LGAIMay 3, 2023

An Exploration of Conditioning Methods in Graph Neural Networks

arXiv:2305.01933v13 citations
Originality Synthesis-oriented
AI Analysis

This work addresses a methodological issue for researchers in graph-based deep learning, but it is incremental as it builds on existing GNN frameworks.

The paper tackled the problem of how to condition on node and edge attributes in graph neural networks (GNNs) to improve performance, and found that different conditioning methods (weak, strong, pure) affect model effectiveness in computational chemistry tasks.

The flexibility and effectiveness of message passing based graph neural networks (GNNs) induced considerable advances in deep learning on graph-structured data. In such approaches, GNNs recursively update node representations based on their neighbors and they gain expressivity through the use of node and edge attribute vectors. E.g., in computational tasks such as physics and chemistry usage of edge attributes such as relative position or distance proved to be essential. In this work, we address not what kind of attributes to use, but how to condition on this information to improve model performance. We consider three types of conditioning; weak, strong, and pure, which respectively relate to concatenation-based conditioning, gating, and transformations that are causally dependent on the attributes. This categorization provides a unifying viewpoint on different classes of GNNs, from separable convolutions to various forms of message passing networks. We provide an empirical study on the effect of conditioning methods in several tasks in computational chemistry.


What is being asked:
Pictures stay out of the copy. Everything else in the records must be repeated exactly.

Given entries:
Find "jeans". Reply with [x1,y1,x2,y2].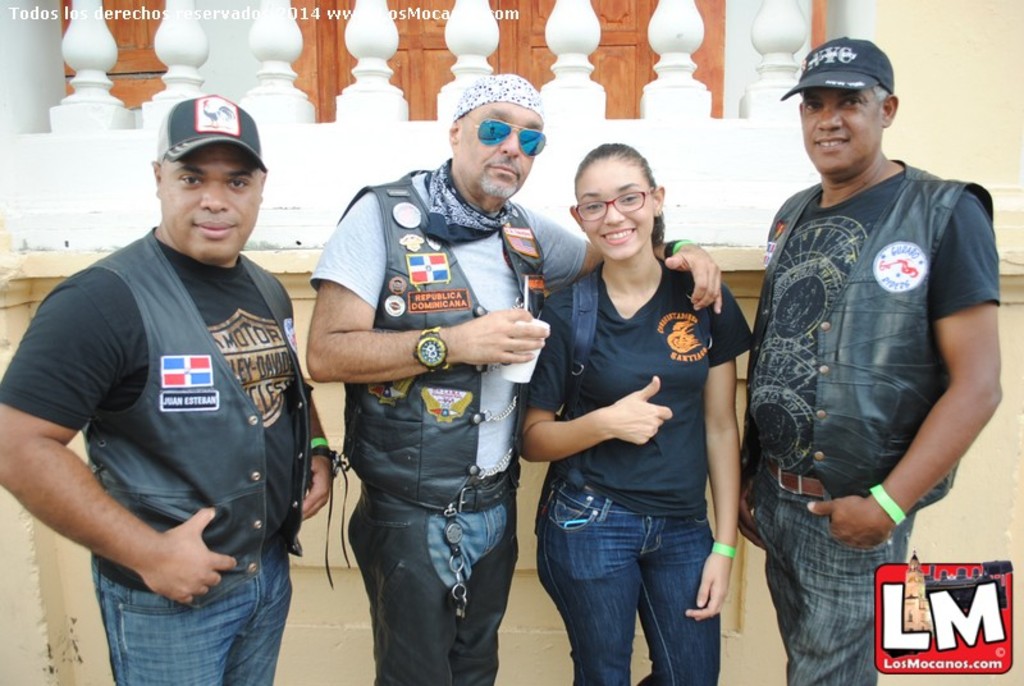
[746,493,922,685].
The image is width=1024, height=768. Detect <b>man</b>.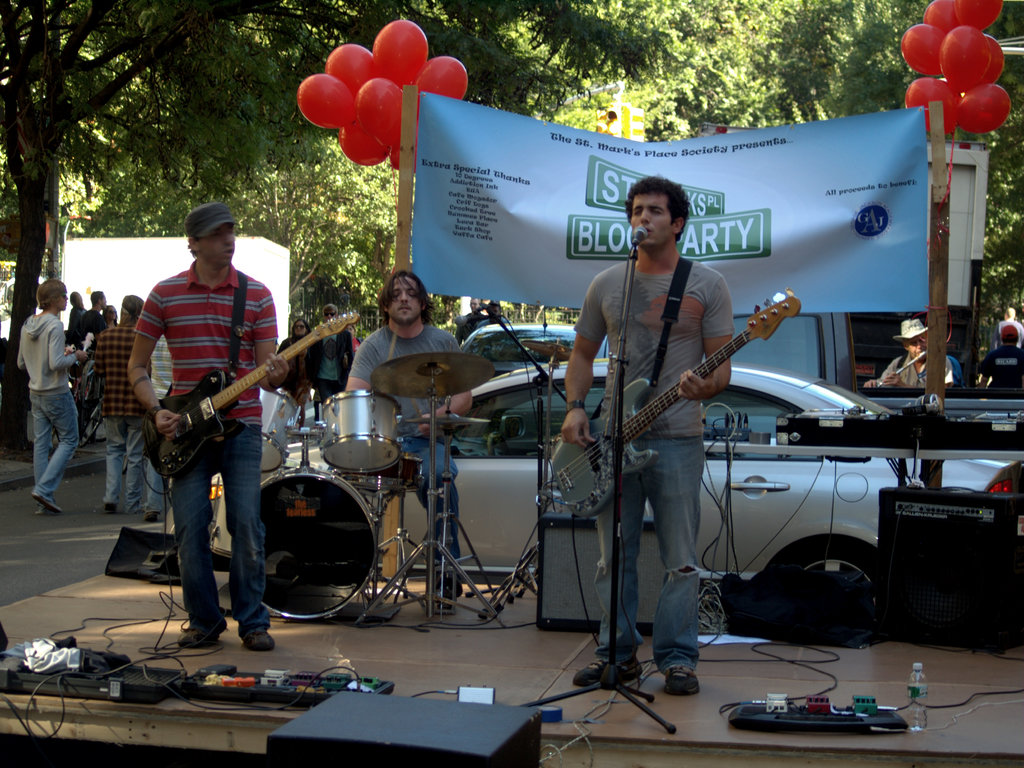
Detection: 92 291 152 514.
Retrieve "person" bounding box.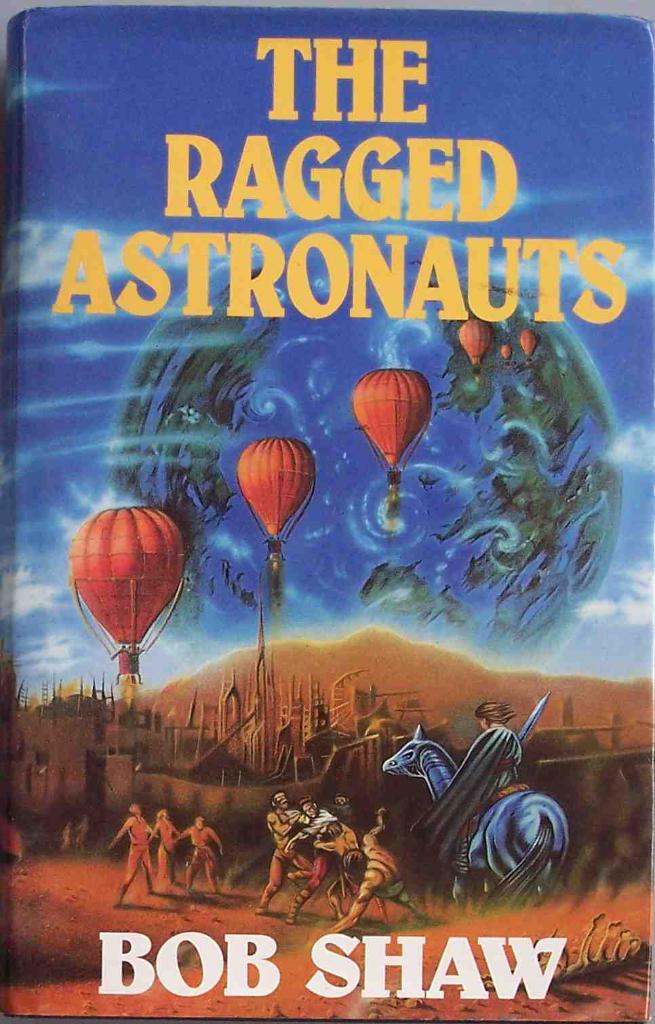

Solved exercise:
Find "jeans". Reply with [x1,y1,x2,y2].
[746,493,922,685].
The image is width=1024, height=768. Detect <b>man</b>.
Detection: 92 291 152 514.
Retrieve "person" bounding box.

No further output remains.